Advent Booklet Excerpt
Visual Stewardship | Advent Banner
By Alyssa Berkenpas, Interim Worship Coordinator
I recently re-read C.S. Lewis’ Chronicles of Narnia and was amazed at how he was able to take so many complicated Biblical ideas and translate them into rich metaphors and images that kids can understand. Perhaps I didn’t understand all of them when I read through them as a child, but knowing scripture a little more now, I was surprised how biblical they are. I love Lewis’ stories because they help us visualize something, perhaps invisible, in a tangible and deeper way.
Something that Pastor Steve has been pressing on us as staff is that visuals in the church matter. As Christians, we have a responsibility to take care of what we put in our minds and bodies, and visuals aren’t exempt. There are opportunities in our spaces of worship to have visuals that point towards something deeper, that can cause us to think or inspire worship.

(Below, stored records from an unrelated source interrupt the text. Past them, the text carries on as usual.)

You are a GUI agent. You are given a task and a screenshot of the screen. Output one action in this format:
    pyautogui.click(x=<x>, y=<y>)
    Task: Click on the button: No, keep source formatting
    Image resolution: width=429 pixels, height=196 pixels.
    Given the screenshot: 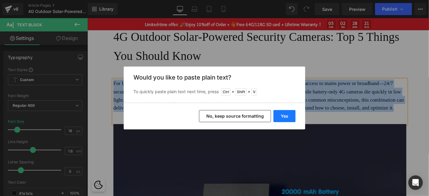 What is the action you would take?
    pyautogui.click(x=235, y=116)
    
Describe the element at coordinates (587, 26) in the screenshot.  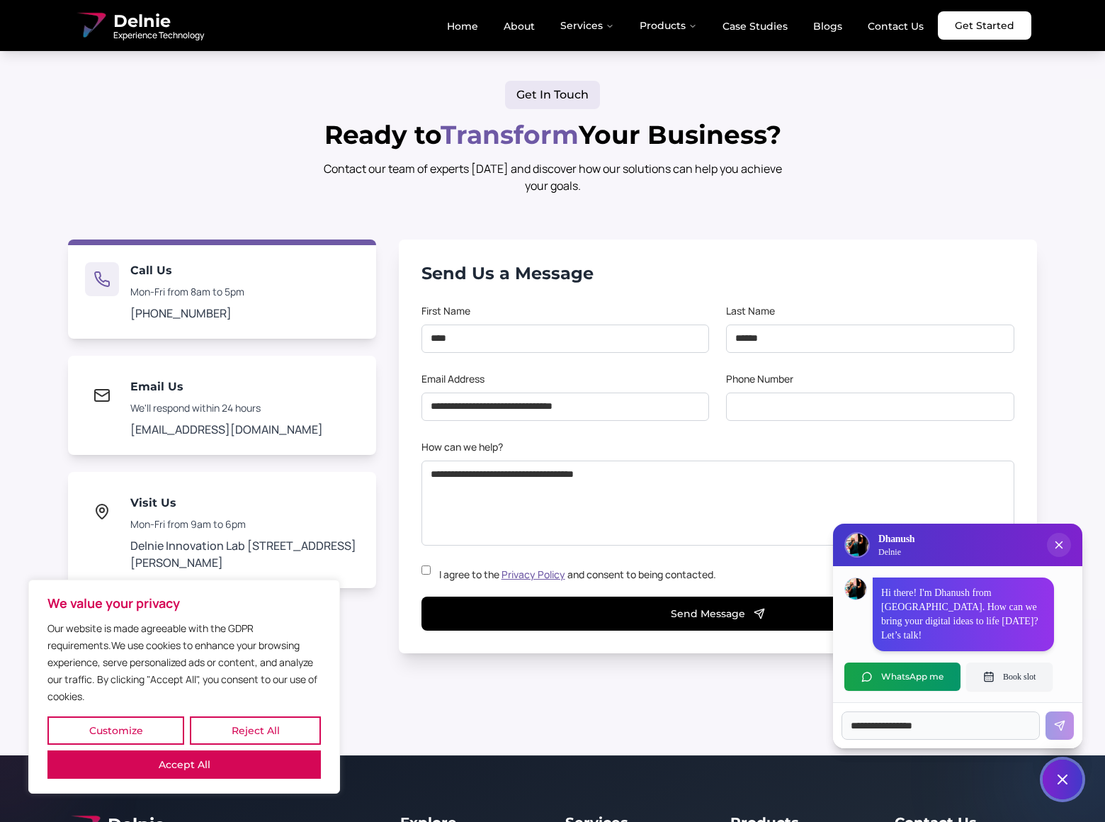
I see `button: Services` at that location.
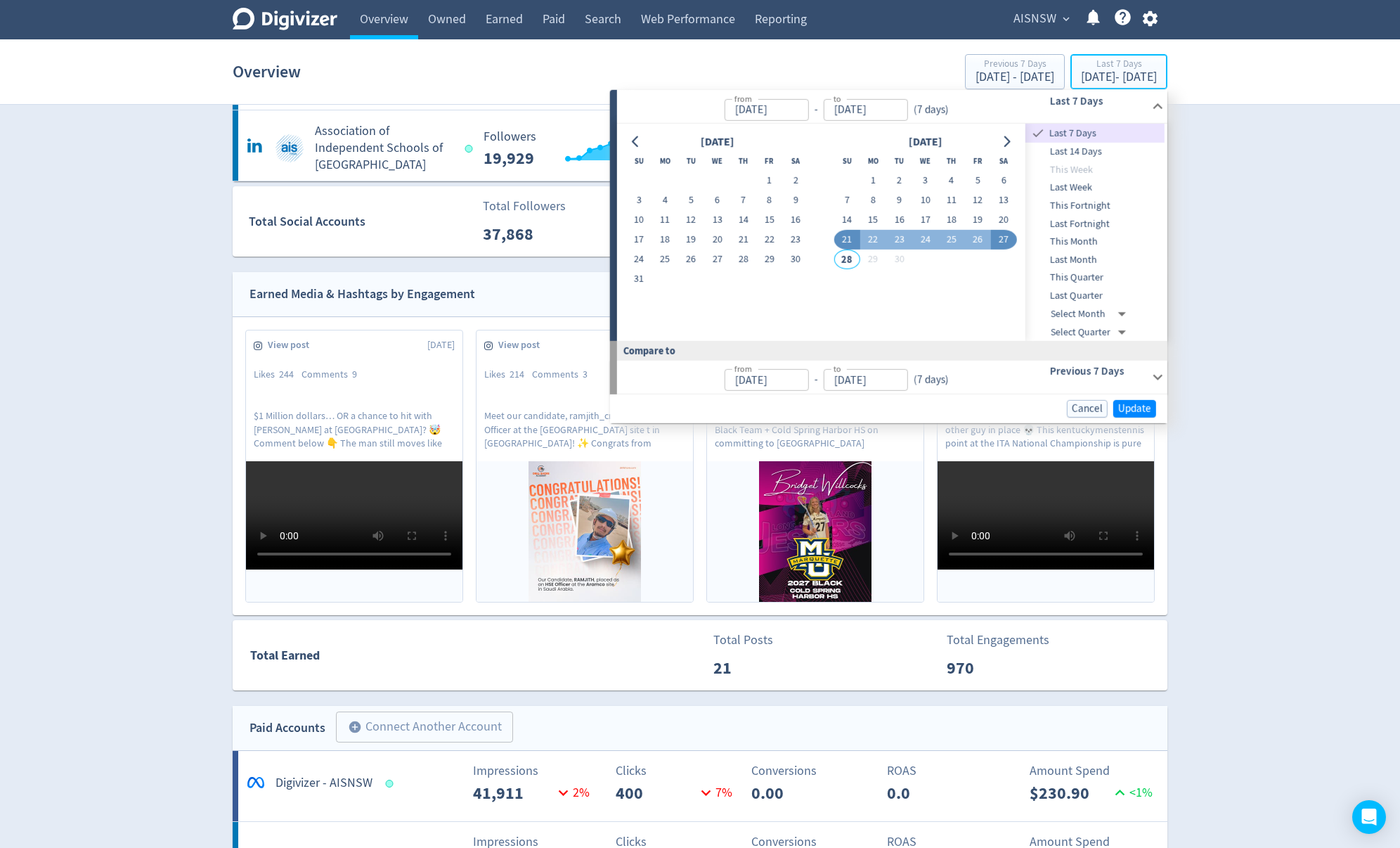 This screenshot has width=1400, height=848. I want to click on p: 0.0, so click(927, 793).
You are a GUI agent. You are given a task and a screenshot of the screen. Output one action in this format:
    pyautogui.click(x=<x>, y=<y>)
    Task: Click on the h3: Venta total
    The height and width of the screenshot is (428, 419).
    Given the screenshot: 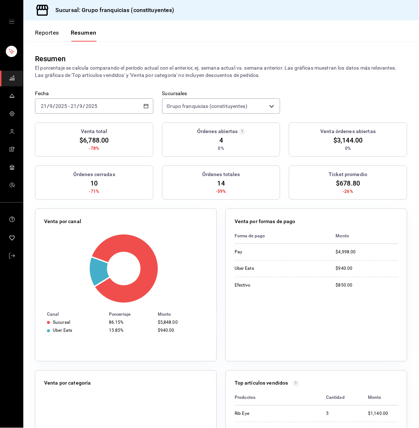 What is the action you would take?
    pyautogui.click(x=94, y=131)
    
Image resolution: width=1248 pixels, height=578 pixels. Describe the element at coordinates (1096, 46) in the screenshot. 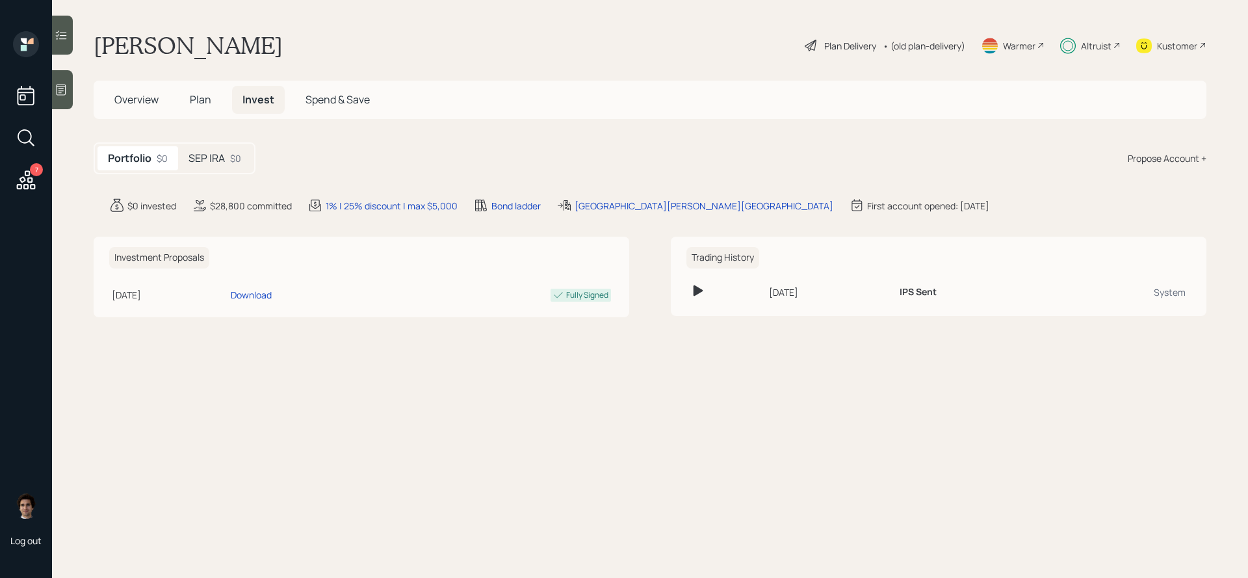

I see `div: Altruist` at that location.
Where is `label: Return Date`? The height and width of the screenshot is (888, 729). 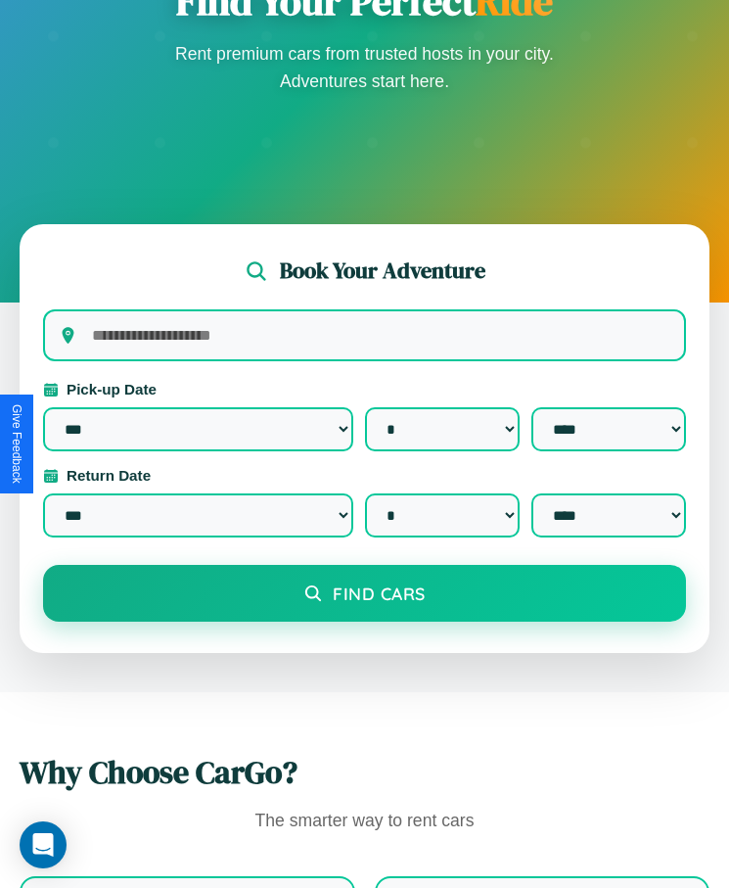
label: Return Date is located at coordinates (364, 475).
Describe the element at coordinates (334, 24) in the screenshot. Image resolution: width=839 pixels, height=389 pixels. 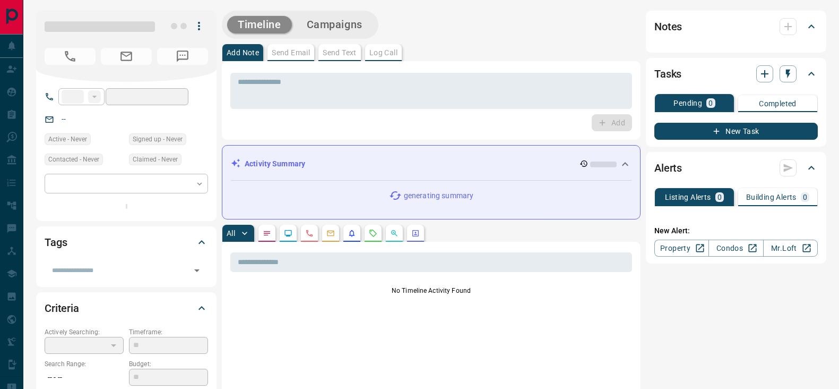
I see `button: Campaigns` at that location.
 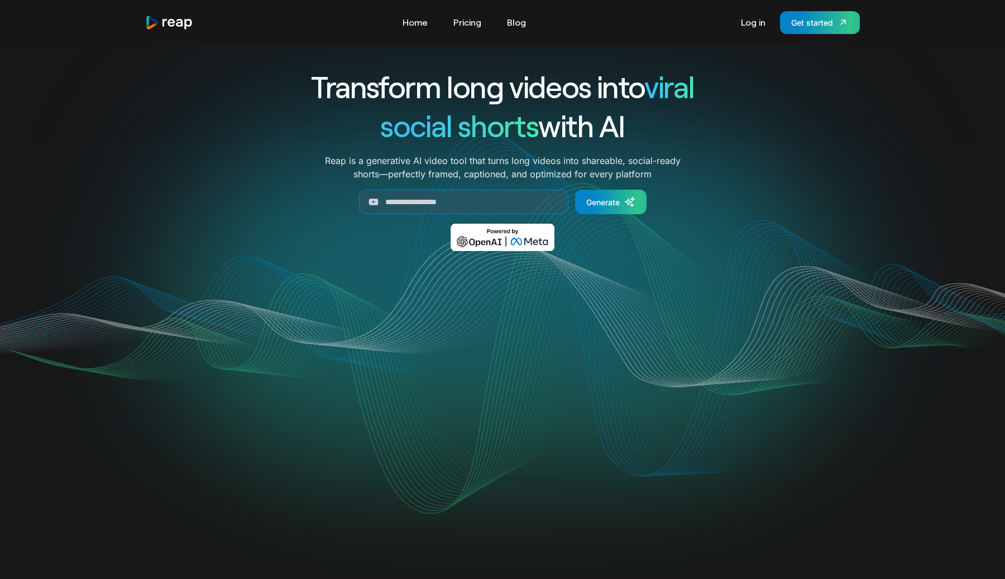 What do you see at coordinates (812, 22) in the screenshot?
I see `div: Get started` at bounding box center [812, 22].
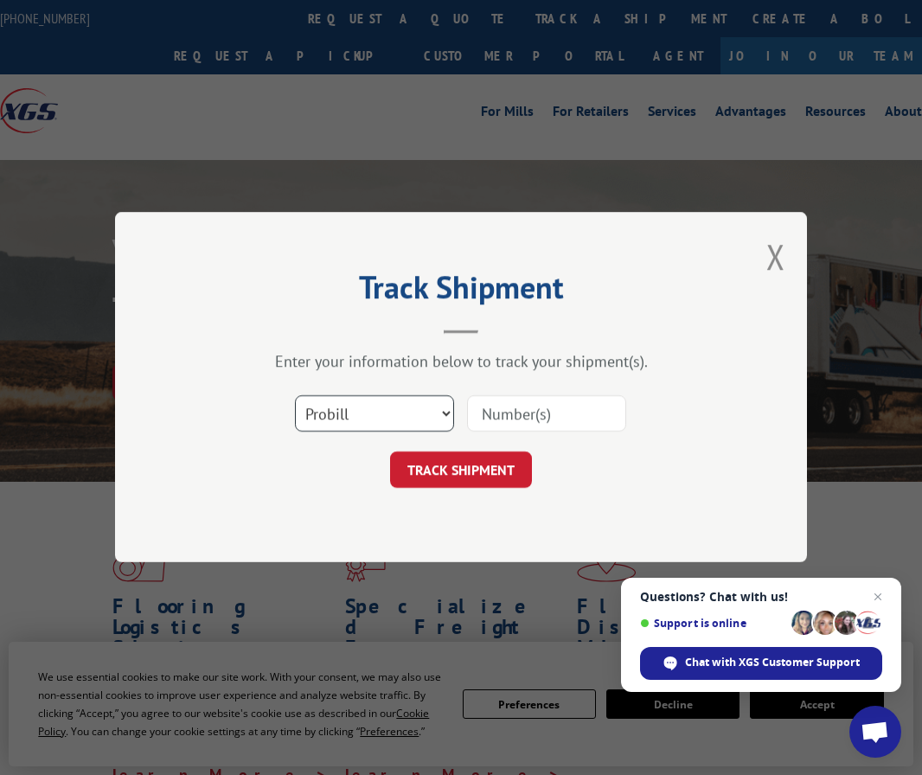 This screenshot has width=922, height=775. I want to click on button: Close modal, so click(776, 256).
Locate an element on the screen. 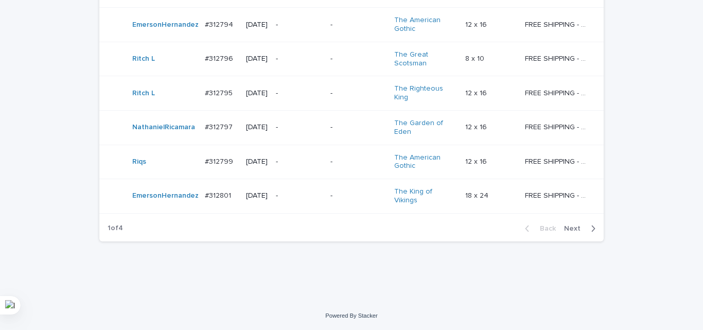 The image size is (703, 330). p: 1 of 4 is located at coordinates (115, 228).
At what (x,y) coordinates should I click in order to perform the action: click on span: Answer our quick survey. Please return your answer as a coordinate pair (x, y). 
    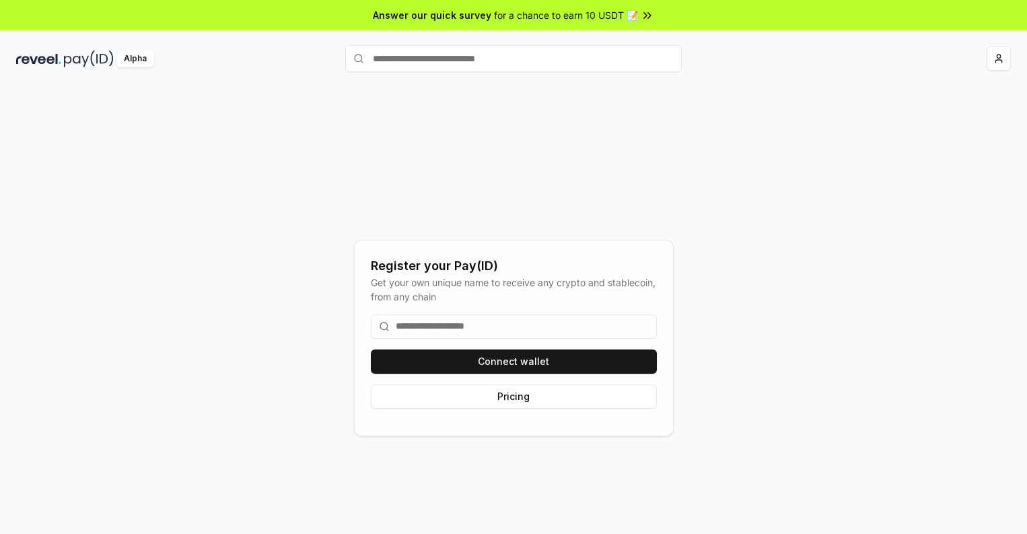
    Looking at the image, I should click on (432, 15).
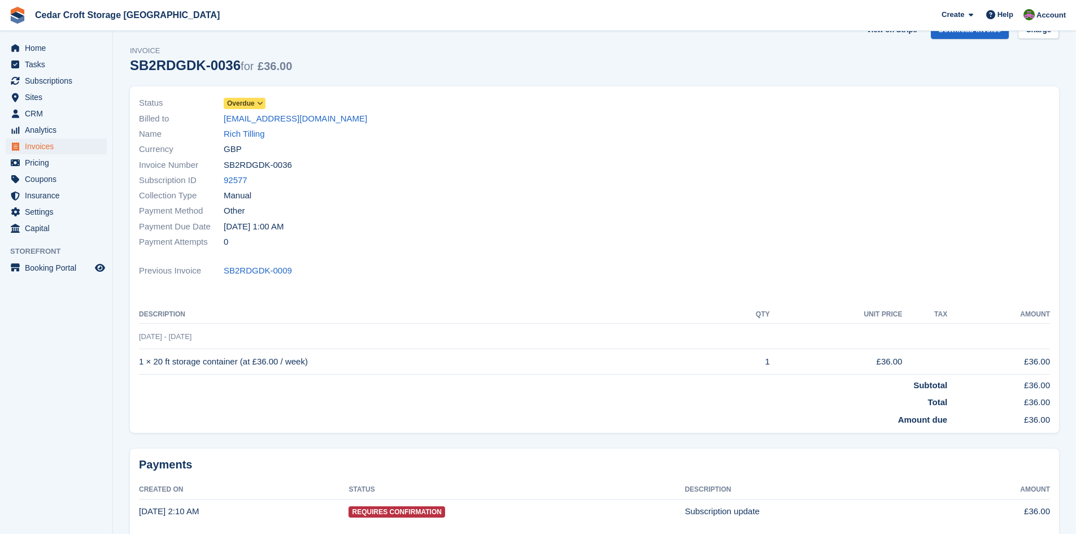 This screenshot has height=534, width=1076. What do you see at coordinates (234, 211) in the screenshot?
I see `span: Other` at bounding box center [234, 211].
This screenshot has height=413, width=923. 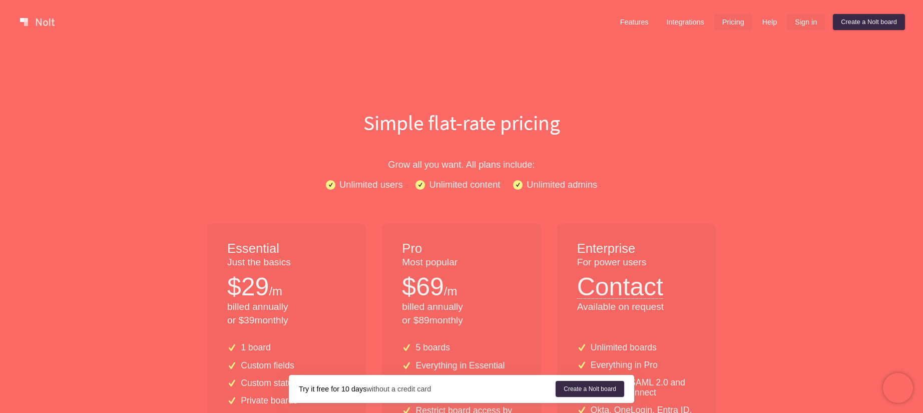 I want to click on p: Available on request, so click(x=636, y=307).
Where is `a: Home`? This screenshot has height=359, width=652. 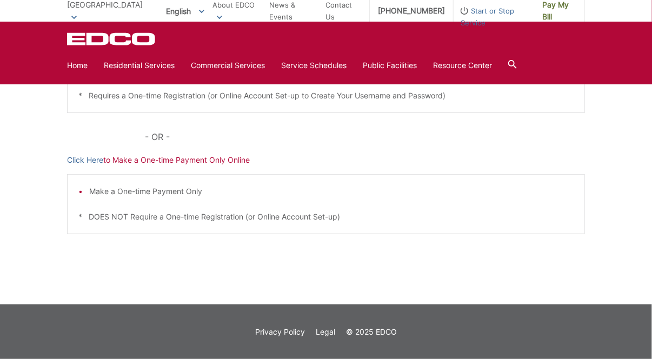
a: Home is located at coordinates (77, 65).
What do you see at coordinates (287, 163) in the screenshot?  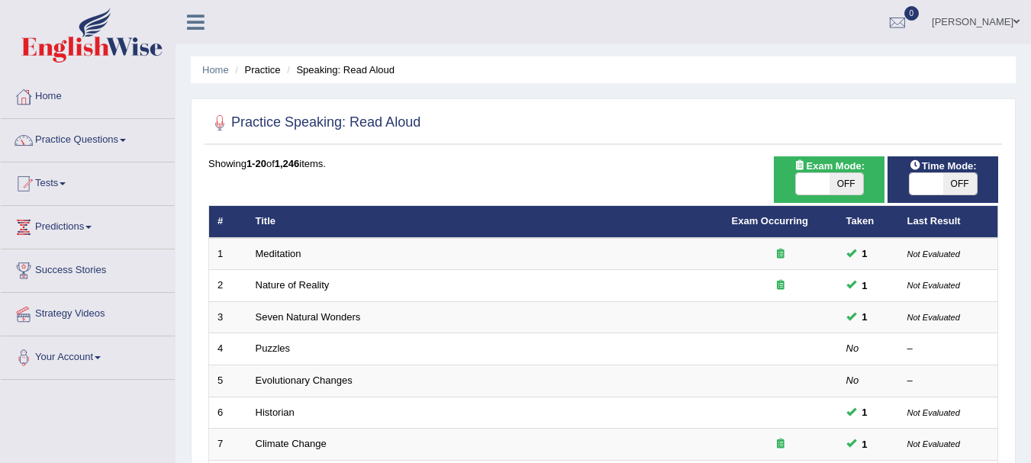 I see `b: 1,246` at bounding box center [287, 163].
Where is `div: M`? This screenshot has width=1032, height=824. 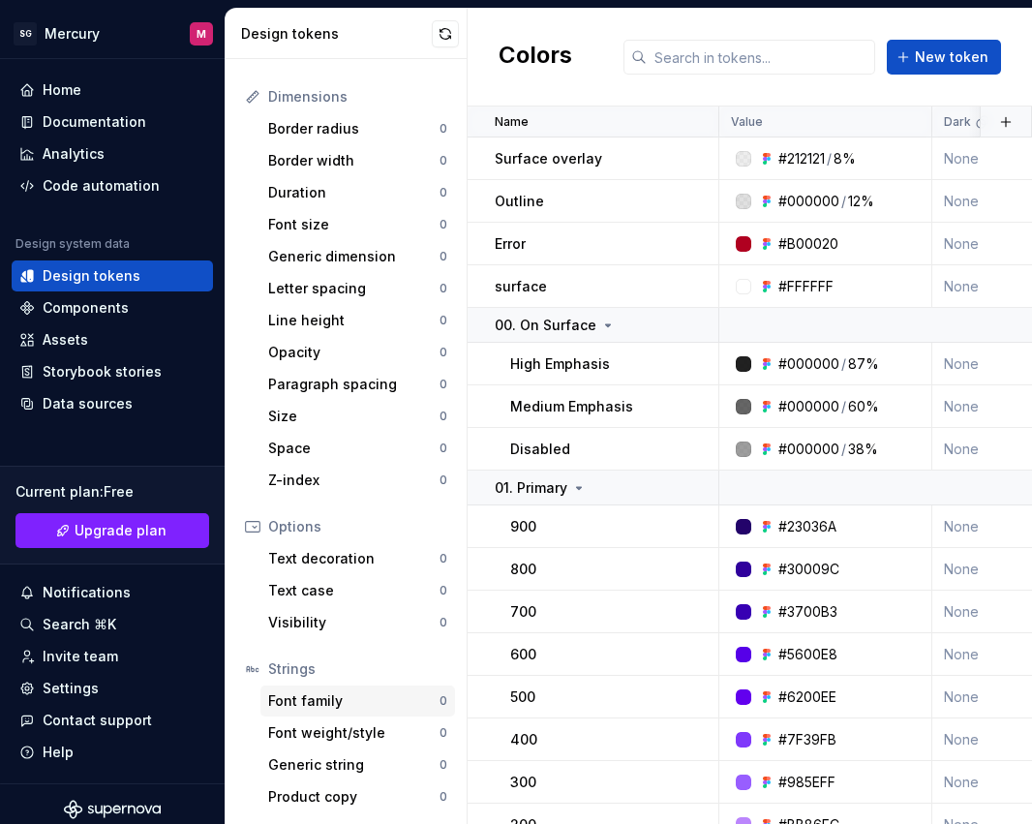
div: M is located at coordinates (201, 34).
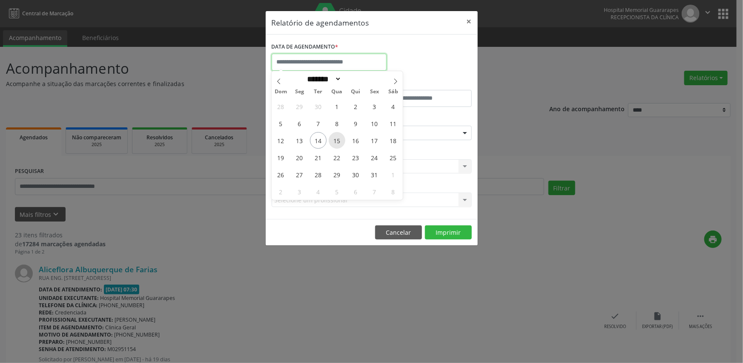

I hope you noticed the panels that were up for this past series in James. I hope you were drawn deeper into conversation with God through them. When, as a staff, we were discussing the series, “Undivided”, the first thoughts that came to my mind were two colours, so tangled up in different points of being but slowly, through work and the grace of God, becoming one colour.
I wonder if you also noticed the background slide to Pastor Steve’s message. I like that the image was of two pieces of yarn, cut into two. Now, I’m an avid knitter so the properties of yarn are familiar to me. But I wonder if you knew that if you work at a broken piece of yarn hard and long enough, it comes back together – yarn is just a bunch of fibres spun together to make one! Here we had visual expressions for how God works in our lives. And this is just how I perceived these visuals – I wonder if you were inspired in a different way?
We are entering into a new series in John which will take us through a few different seasons. Staff has worked together to come up with our next visual at the front of the sanctuary. We are focusing on the movement of God as described in John. There are four traditional seasons of the church calendar coming up: Advent, Epiphany, Lent, and Easter. There will be banners at the front of the church depicting God’s movement, changing colours and shapes depending on the season.
During this time of Advent, notice the banners are arranged to make an arrow pointing downwards. We are waiting in anticipation for the Holy of Holies to come dwell among us. The colour we chose, a deep blue, reminds me of the night sky before the dawn. This is appropriate for Advent because it’s all about waiting and the arrival of Jesus. Of course, then, I’m drawn to Psalm 130: “I wait for the Lord, my soul waits, and in his word I put my hope… more than watchmen wait for the morning.” He is the morning light for those living in the darkness of night. In John 1:4 we read, “In him was life, and that life was the light of men.”
These banners also make me think of the waters we read about in the beginning of Genesis. As we look at the opening words of the Gospel of John we see John appealing to the creation story with the words “In the Beginning…” In doing so, John is linking Jesus to creation in a new way. He is signifying that Jesus is setting creation right, that Jesus is going to have cosmic implications, affecting all of creation. “All things were made through him, and without him nothing was made that has been made” (John 1:3).
As you look at the downward arrow of the banners at the front of the church, you’re invited to consider what God might be speaking to you. The purpose of these images aren’t simply to add aesthetic to the front of church but to inspire us to participate in the conversation with God through our worship.
“We can no longer accept that the ‘appearance’ of religion is inconsequential to the ‘experience’ of religion… it is through the visible world that the invisible world becomes known and felt.”